Paperback: 432 pages
Publisher: Harvard University Press; Reprint edition (November 24, 2014)
Language: English
ISBN-10: 0674736354
ISBN-13: 978-0674736351
Product Dimensions: 6.3 x 1.2 x 9.3 inches
Shipping Weight: 1.4 pounds (View shipping rates and policies)
Average Customer Review: 4.7 out of 5 stars See all reviews (6 customer reviews)
Best Sellers Rank: #190,262 in Books (See Top 100 in Books) #20 in Books > Business & Money > Finance > Financial Risk Management #126 in Books > Business & Money > Economics > Free Enterprise #287 in Books > Politics & Social Sciences > Politics & Government > Specific Topics > Political Economy
The practice of managing risks of the unknown was a major preoccupation of 19th century Americans. One major form of risk was the loss of physical wealth (e.g., a ship's cargo); the other was the loss of monetary wealth, through a change in prices. According to author Jonathan Levy, both forms of risk were tied to the concept of personal liberty--of self-ownership: free people owned themselves, and therefore, owned the risks associated with their situation within the industrial system.This book is organized into eight chapters with a thematic (and mostly chronological) structure. The first two address the philosophical and pragmatic issues of maritime insurance, with chapter two especially focused on the antebellum dilemma of insuring cargos of slaves (slavery plays a major role in this book because of the revolutionary impact of emancipation). As the coastal trade in human captives runs its baneful course, finance and the slave power confront each other over the risks insurers are obligated to bear: is a bid for liberty the sort of disaster a policy is supposed to cover? Insurers and their lawyers battled over this in Southern courts where the expression of abolitionist ideas was virtually a capital offense.With the liquidation of slavery, the freedmen and the planter alike needed to accumulate reserves against the risk of early death or incapacitation. Life insurance (§3) had, until the 1850s, been unusual and primitive in the US; now it boomed. In the past, all types of farm proprietor had accumulated capital mostly in the form of land and improvements (and in the South, slaves). After 1865, the saving bank (§4), farm mortgage (§5), and life insurance policy became major forms of personal capital accumulation.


Copy every line from the data below in which the string "Image" can be found.

Supplied data below:

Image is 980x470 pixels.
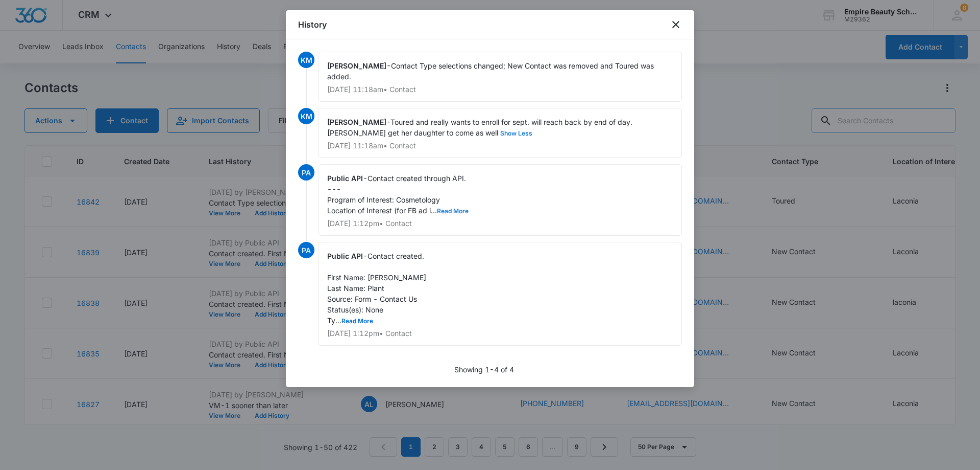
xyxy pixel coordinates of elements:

End of Supplied data.
Supplied data below:

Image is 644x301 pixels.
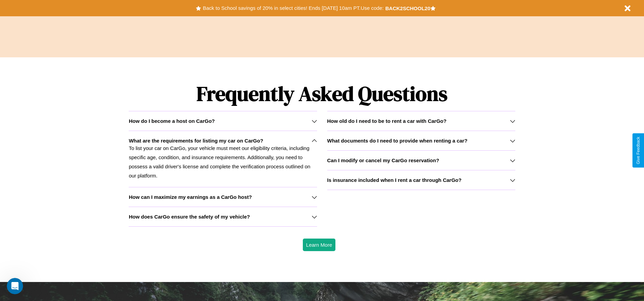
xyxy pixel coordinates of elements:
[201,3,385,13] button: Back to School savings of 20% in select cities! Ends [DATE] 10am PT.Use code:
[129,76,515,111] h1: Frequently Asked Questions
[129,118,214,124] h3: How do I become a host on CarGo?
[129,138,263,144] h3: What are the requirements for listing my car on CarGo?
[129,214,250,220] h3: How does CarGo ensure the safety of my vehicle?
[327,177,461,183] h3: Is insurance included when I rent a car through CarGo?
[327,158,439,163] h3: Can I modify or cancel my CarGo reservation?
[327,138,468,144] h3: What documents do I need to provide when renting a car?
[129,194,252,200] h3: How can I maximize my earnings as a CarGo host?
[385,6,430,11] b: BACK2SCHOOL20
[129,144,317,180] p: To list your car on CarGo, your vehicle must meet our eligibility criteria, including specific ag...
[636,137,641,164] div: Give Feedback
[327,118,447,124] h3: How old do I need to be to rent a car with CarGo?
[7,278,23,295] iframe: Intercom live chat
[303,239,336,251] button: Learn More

End of Supplied data.
Supplied data below:

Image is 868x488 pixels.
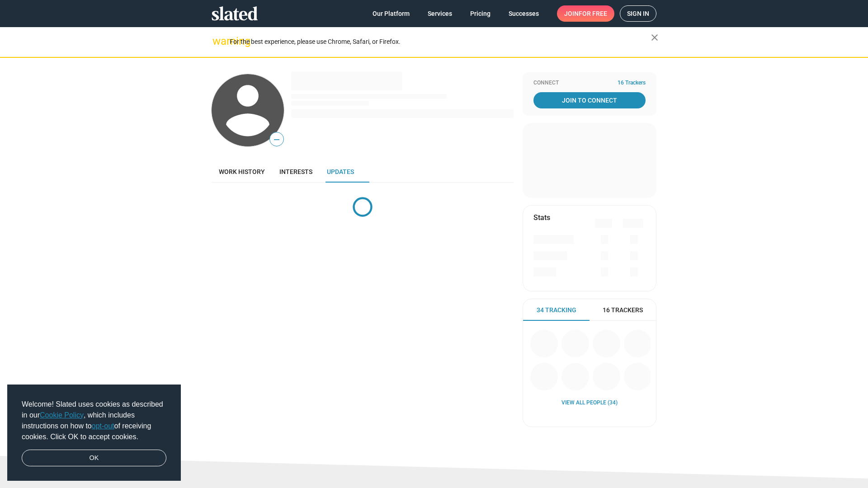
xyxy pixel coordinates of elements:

End of Supplied data.

▶ Answer box:
Image is 980x470 pixels.
Image is 644x301 pixels.
Image is 868x488 pixels.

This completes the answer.